Friday, June 11, 2010
Crazy for God: How Then Shall We Live? Part III
And then Monday comes, and with it, a new week A new week with new challenges and expectations. A new march of days that will test our faith, hope and love. And with the week comes a whole new assortment of fears, anxieties, and doubts. Life is, after all, life. We are expected to live it, and we are expected to live it as Christians.
How shall we live it? And, how shall we live it without lapsing into the extreme of spiritual craziness on the one hand, or despair or apathy on the other?
Let us live in freedom. Most spiritual insanity, in my experience as a pastor, comes from guilt, fear, or insecurity. People ridden by such things live in a state of dis-ease. When the dis-ease becomes acute enough they lapse into degrees of insanity: disease. The proclamation of the Gospel in the weekly service of God by the faith community declares freedom. We are freed from guilt by the promise that Christ's blood has answered every demand posed by our sins. We are freed from fear by the proclamation of "Fear not! I am with you." We are freed from insecurity by the assurance that our lives are in the hands of a God who works all things according to the purpose of his will and, therefore, is working everything together for our ultimate good. This is a part of the freedom announced every week as the Gospel is placarded in Word and Sacrament. We live best when we live in this freedom. It is ours. It is not something that we must yet achieve. It has been given us in grace. We must affirm it and live in it.
In this freedom, let us work. "Six days shall you work" is not a sentence to drudgery, but a charter of liberty. We are made for work. We are only happy if we have good, sensible work to do. Whatever our work, be it on an assembly line, in an office, on a work site, in a study writing, or in a studio painting, we are engaged in God's own work in the world.
In this freedom, let us play. The play instinct is endemic to the creation. The lambs and puppies all play. The Psalmist celebrates the play of the whales in the sea. Children play and so do their adult counterparts. God has wired us to play, just as he has to work.
In this freedom, let us engage in fellowship with others. We can never be happy or healthy if we are solitary. We are social, even as the Trinity himself is social. We must cultivate our social relationships: in talk and listening, in laughter and mutual tears, in telling and hearing stories, in acts of help and words of encouragement. And, I am not simply talking about Christian fellowship! We must cultivate fellowship (a shared life) with every human person that will permit us to do so. The human qualities of compassion, shared goals, empathy, outrage, humor, etc. are not the sole province of people of faith. Sadly, people of faith (especially the CFG types) are often lacking in these things.

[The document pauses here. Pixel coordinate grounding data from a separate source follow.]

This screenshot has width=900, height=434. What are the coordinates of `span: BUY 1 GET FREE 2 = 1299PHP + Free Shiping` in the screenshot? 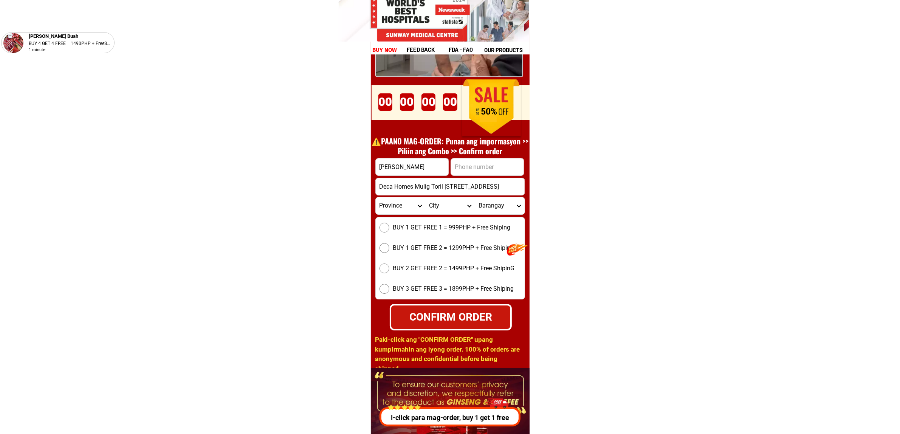 It's located at (454, 248).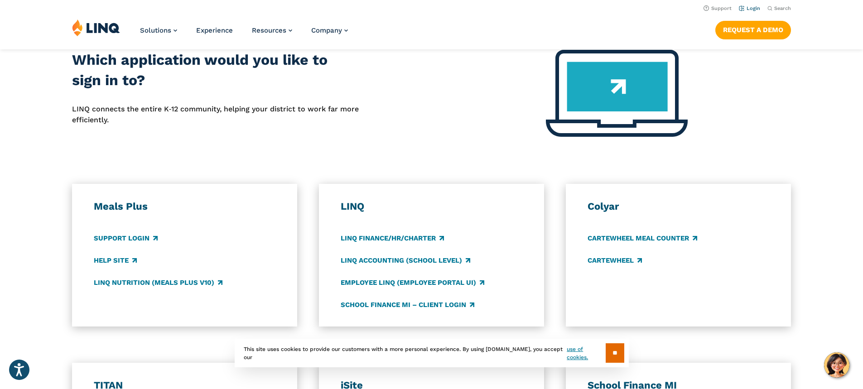 The width and height of the screenshot is (863, 389). Describe the element at coordinates (115, 261) in the screenshot. I see `a: Help Site` at that location.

This is what made Mark Twain comment, "Heaven for the climate, hell for the company!" Let us nurture friendships, inside and outside of the community of faith.
A caveat here. There is a type of CFG religion that sees such relationships with those outside the faith as a means to an end. We befriend people in order to convert them. There are even books and programs described as how to do "Friendship Evangelism." This is pernicious and mercenary! Rightly, do those who unmask such motivation in Christians despise them for it. We are to love our neighbor as ourselves, not to use them or to manipulate them, but for themselves alone.
In the freedom of the Gospel, let us engage in other acts of mercy and help. Let us be rich in good works. Let us be generous. Let us act kindly and compassionately. Let us seek justice and right in our dealings with others. Where possible, let us intervene to prevent and alleviate suffering and unfairness.
In all this, let us live in an environment of prayer. Let us live in praise, for the new day, for the glories of creation, for the blessings of work, play, and friendship. Let us pray for others in their needs, weaknesses, and sins. Let us pray for ourselves in the face of the same things. Let us live in prayer. He who lives in prayer, lives in God. He has bid us come, he has dissolved every impediment to our coming, he loves our fellowship, he delights to engage with us and to answer our prayers.
Let us, in this freedom, live in wonder. "Every day is a god," Annie Dilliard reminds us. And for us who believe, every day is a wonder and a wondrous gift from the God who made it all, directs it all, and will one day redeem it all and bring it into a glory unimaginable to us now. To live in such a "theater of glory" (Calvin) and not be full of wonder is tantamount to being blind, deaf, and utterly senseless. It is one the tragedies of CFG religion that it is so self-absorbed that it cannot appreciate the dappled light upon a trout stream or the chuckle of a six-week old infant who has just discovered laughter. Shame.
Let, us, finally, live in hope. Let us live in hope of the next Lord's Day when we will again experience heaven on earth in covenant renewal. And let us live in hope of the final, great Lord's Day that will usher in an eternal state of rest and peace, unknown and unknowable to us now. In that state, sins will be forever expunged, hopes fulfilled, injustices and violations rectified, "for God himself will wipe away all tears from their eyes."
Then we shall be where we would be.
Then we shall be what we should be.
Things that are not now, nor could be,
Then shall be our own.
This, too me, is the ideal life. It is life that is alive and that lives! It is the categorical opposite of the craziness I have earlier critiqued. It is a reality to me, in that I have experienced it. It is an aspiration to me, in that I never, alas, experience it perfectly. It is a worthy life and a worthy aspiration. Won't you join me in living it and breathing out after it?